Are we increasingly becoming a society that disrespects the dead? If recent events surround the dead is anything to go by, then we are headed towards a wrong and dangerous path.
A strange incident happened in Voi which made my blood chill. Mourners dumped a body of their beloved kin inside a supermarket and thereafter engaged the police in running battles.
The story goes that the late was a worker in the supermarket for three years and was allegedly killed by the owner of the supermarket who accused him of stealing his goats. That in a bid to make the late to confess stealing the goats, the owner of the supermarket forced the late to drink some concoction. It is this concoction that the mourners suspected to had killed the man.
What made my blood chill is not the running battles. We are used to seeing the police engage enraged 'wananchi' in running battles. What made me shudder is the way the casket containing the body was tossed left, right and centre.
The police trying to remove it from the supermarket while the mourners insisting it remains inside. The tossing of the casket, as if it was empty without the deceased inside showed disrespect of the highest order to the dead.
A dead body should be handled gently and with a lot of respect. In the African tradition, death was revered.
Our forefathers gave the dead a befitting burial. Most of the burial ceremonies were almost sacred undertakings, with humble prayers. Our grandfathers and grandmothers organized elaborate burial ceremonies. Some of these ceremonies, depending on the culture of that particular community, would take even more than three weeks.
When the body was brought from the mortuary, it was handled with care. Viewing the body was done in an orderly manner so as not to disturb the dead. This tossing of the body left, right Centre was unheard of. It would amount to an abomination.The dead should be accorded the respect they deserve. We do not expect them to rest in peace if we do not treat them with dignity.
We do not expect them to rest in peace by turning their burial ceremonies into running battles with the police. We do not expect them to rest in peace if we use their bodies to cause conflicts or bargain for unnecessary demands. The Voi mourners should have accorded the body a decent burial first and thereafter seek justice through the legal channels.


**Exercise details:** Extract the text of every entry below exactly; leave images out.

Dataset items:
◆ ◆ ◆ ◆
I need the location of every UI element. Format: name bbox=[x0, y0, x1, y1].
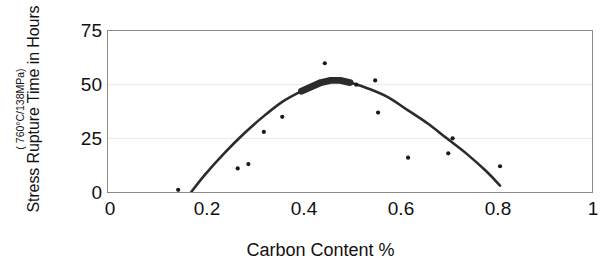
data-point bbox=[498, 164, 502, 168]
data-point bbox=[373, 78, 377, 82]
data-point bbox=[262, 130, 266, 134]
x-tick-label: 0.4 bbox=[291, 199, 317, 218]
y-axis-ticks: 75 50 25 0 bbox=[58, 0, 102, 276]
y-axis-label-subscript: ( 760°C/138MPa) bbox=[15, 68, 26, 149]
x-tick-label: 0.6 bbox=[388, 199, 414, 218]
y-tick-label: 25 bbox=[62, 129, 102, 148]
data-point bbox=[246, 162, 250, 166]
x-tick-label: 0 bbox=[105, 199, 116, 218]
x-tick-label: 0.8 bbox=[485, 199, 511, 218]
trend-crest-band bbox=[302, 80, 350, 91]
trend-curve bbox=[191, 80, 500, 192]
x-axis-label-text: Carbon Content % bbox=[246, 240, 394, 260]
data-point bbox=[236, 166, 240, 170]
data-point bbox=[446, 151, 450, 155]
x-axis-ticks: 0 0.2 0.4 0.6 0.8 1 bbox=[0, 199, 613, 227]
y-tick-label: 75 bbox=[62, 21, 102, 40]
data-point bbox=[376, 111, 380, 115]
x-tick-label: 1 bbox=[588, 199, 599, 218]
data-point bbox=[323, 61, 327, 65]
gridlines bbox=[108, 85, 592, 139]
y-axis-label-main: Stress Rupture Time in Hours bbox=[26, 5, 42, 212]
data-point bbox=[451, 136, 455, 140]
y-tick-label: 50 bbox=[62, 75, 102, 94]
data-point bbox=[406, 156, 410, 160]
plot-canvas bbox=[108, 31, 592, 192]
plot-area bbox=[107, 30, 593, 193]
data-point bbox=[354, 83, 358, 87]
data-point bbox=[280, 115, 284, 119]
y-axis-label: Stress Rupture Time in Hours ( 760°C/138… bbox=[0, 0, 56, 218]
x-tick-label: 0.2 bbox=[194, 199, 220, 218]
trend-line bbox=[191, 80, 500, 192]
x-axis-label: Carbon Content % bbox=[0, 240, 613, 261]
data-point bbox=[176, 188, 180, 192]
chart-figure: Stress Rupture Time in Hours ( 760°C/138… bbox=[0, 0, 613, 276]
◆ ◆ ◆ ◆
**Exercise solution:**
I need the location of every UI element. Format: name bbox=[x0, y0, x1, y1].
data-point bbox=[498, 164, 502, 168]
data-point bbox=[373, 78, 377, 82]
data-point bbox=[262, 130, 266, 134]
x-tick-label: 0.4 bbox=[291, 199, 317, 218]
y-axis-ticks: 75 50 25 0 bbox=[58, 0, 102, 276]
y-axis-label-subscript: ( 760°C/138MPa) bbox=[15, 68, 26, 149]
x-tick-label: 0.6 bbox=[388, 199, 414, 218]
y-tick-label: 25 bbox=[62, 129, 102, 148]
data-point bbox=[246, 162, 250, 166]
x-tick-label: 0 bbox=[105, 199, 116, 218]
x-tick-label: 0.8 bbox=[485, 199, 511, 218]
trend-crest-band bbox=[302, 80, 350, 91]
trend-curve bbox=[191, 80, 500, 192]
x-axis-label-text: Carbon Content % bbox=[246, 240, 394, 260]
data-point bbox=[236, 166, 240, 170]
data-point bbox=[446, 151, 450, 155]
x-axis-ticks: 0 0.2 0.4 0.6 0.8 1 bbox=[0, 199, 613, 227]
y-tick-label: 75 bbox=[62, 21, 102, 40]
data-point bbox=[376, 111, 380, 115]
x-tick-label: 1 bbox=[588, 199, 599, 218]
data-point bbox=[323, 61, 327, 65]
gridlines bbox=[108, 85, 592, 139]
y-axis-label-main: Stress Rupture Time in Hours bbox=[26, 5, 42, 212]
data-point bbox=[451, 136, 455, 140]
y-tick-label: 50 bbox=[62, 75, 102, 94]
data-point bbox=[406, 156, 410, 160]
plot-canvas bbox=[108, 31, 592, 192]
plot-area bbox=[107, 30, 593, 193]
data-point bbox=[354, 83, 358, 87]
data-point bbox=[280, 115, 284, 119]
y-axis-label: Stress Rupture Time in Hours ( 760°C/138… bbox=[0, 0, 56, 218]
x-tick-label: 0.2 bbox=[194, 199, 220, 218]
trend-line bbox=[191, 80, 500, 192]
x-axis-label: Carbon Content % bbox=[0, 240, 613, 261]
data-point bbox=[176, 188, 180, 192]
chart-figure: Stress Rupture Time in Hours ( 760°C/138… bbox=[0, 0, 613, 276]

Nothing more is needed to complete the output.